What do the Lonely do at Christmas?

This is the loneliest Christmas I’ve had in a long time.

It’s not foreign to me of course, having spent a significant number of years in exile from home, first self-imposed and then because the universe willed it for far longer than I preferred. I shrug off the familiarity of it, determined not to sink into the comfort of the loneliness I know.
I clean my place. I watch videos and scroll through countless pictures of the people I love with the people they love, laughing at giddy children and exhausted parents. I watch the food network and get ideas for elaborate meals I want to cook in my new kitchen. I send texts wishing people merry Christmas that are more happy than I feel.
And then I just can’t anymore.
I crawl into bed exhausted, wondering why I so often find myself here; on the brink of something great but standing at the precipice alone.
I miss my grandmother and my aunt, their absences cold, dark, empty places I feel like I can reach into myself and touch. The day passing without the punctuation of talking to them, seeing them, feels so overwhelming that I feel like I’m drowning. I’m torn between being glad I’m alone with this melancholy and wishing I weren’t, all while knowing that everyone I know is preoccupied with their own lives at the moment. So I just surrender to it all. 
Perhaps the last three years lulled me into a false sense of security that the lonely years of my life were over, only to catapult me into more isolation than before. 
What a fucking curse.
I fall asleep, suspended in the purgatory of twilight sleep, my body going through the motions of being asleep, but the constant echo chamber of my anxieties on surround sound in my mind. I jerk awake time and time again, fleeing from something in my subconscious, feeling like I’m suffocating in my waking body. 
I should lean into it, I suppose, the perpetual loneliness that follows me around like a stray. It certainly seems intend on hanging around. Maybe I’ve wasted too much energy fighting the inevitable.  
Later, after traffic and an awful flight, I’m in a cold hotel room, sprawled on my back, tears marching furiously into my hair. It’s quiet and dark and I’m alone, a stranger in my own land. I curl into a tiny ball and make myself stop crying like I used to when I was a child, because this is life and I’ll be fine just like I’ve always been, I tell me. I stop crying but I don’t believe me.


§ Task: Select the lines below containing the word "Aktuāli".

§ Provided records:
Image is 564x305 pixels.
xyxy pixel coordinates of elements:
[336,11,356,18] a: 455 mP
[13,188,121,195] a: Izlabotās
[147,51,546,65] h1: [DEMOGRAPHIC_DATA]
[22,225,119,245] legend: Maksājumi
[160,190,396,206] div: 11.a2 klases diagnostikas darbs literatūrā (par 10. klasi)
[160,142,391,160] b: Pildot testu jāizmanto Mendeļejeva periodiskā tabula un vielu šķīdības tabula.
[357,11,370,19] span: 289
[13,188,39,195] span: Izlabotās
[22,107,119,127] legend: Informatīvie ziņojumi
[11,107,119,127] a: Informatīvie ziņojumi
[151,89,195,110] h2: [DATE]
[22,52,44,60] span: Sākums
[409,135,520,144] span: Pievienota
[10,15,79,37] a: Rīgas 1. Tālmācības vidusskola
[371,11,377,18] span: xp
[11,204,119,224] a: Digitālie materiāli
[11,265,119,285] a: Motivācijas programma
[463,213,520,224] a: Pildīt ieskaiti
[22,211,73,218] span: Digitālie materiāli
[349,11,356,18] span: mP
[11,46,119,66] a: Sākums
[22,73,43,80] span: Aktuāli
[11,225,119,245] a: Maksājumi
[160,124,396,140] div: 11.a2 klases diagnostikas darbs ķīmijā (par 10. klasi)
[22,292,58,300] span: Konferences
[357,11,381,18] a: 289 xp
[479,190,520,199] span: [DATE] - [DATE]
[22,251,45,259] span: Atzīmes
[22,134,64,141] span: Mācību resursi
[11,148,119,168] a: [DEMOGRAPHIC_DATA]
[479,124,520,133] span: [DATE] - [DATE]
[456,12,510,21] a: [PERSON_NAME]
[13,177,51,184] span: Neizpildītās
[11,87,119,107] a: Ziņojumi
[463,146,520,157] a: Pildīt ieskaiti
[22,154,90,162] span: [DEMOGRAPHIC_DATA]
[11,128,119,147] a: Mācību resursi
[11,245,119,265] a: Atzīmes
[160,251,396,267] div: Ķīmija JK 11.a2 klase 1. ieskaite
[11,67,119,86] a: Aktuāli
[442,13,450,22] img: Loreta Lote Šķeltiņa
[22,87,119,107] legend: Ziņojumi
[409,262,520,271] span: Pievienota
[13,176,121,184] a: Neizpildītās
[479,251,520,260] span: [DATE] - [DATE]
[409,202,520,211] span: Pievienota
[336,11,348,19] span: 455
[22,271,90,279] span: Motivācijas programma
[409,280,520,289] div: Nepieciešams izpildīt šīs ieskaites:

§ Output below:
[22,73,43,80] span: Aktuāli
[11,67,119,86] a: Aktuāli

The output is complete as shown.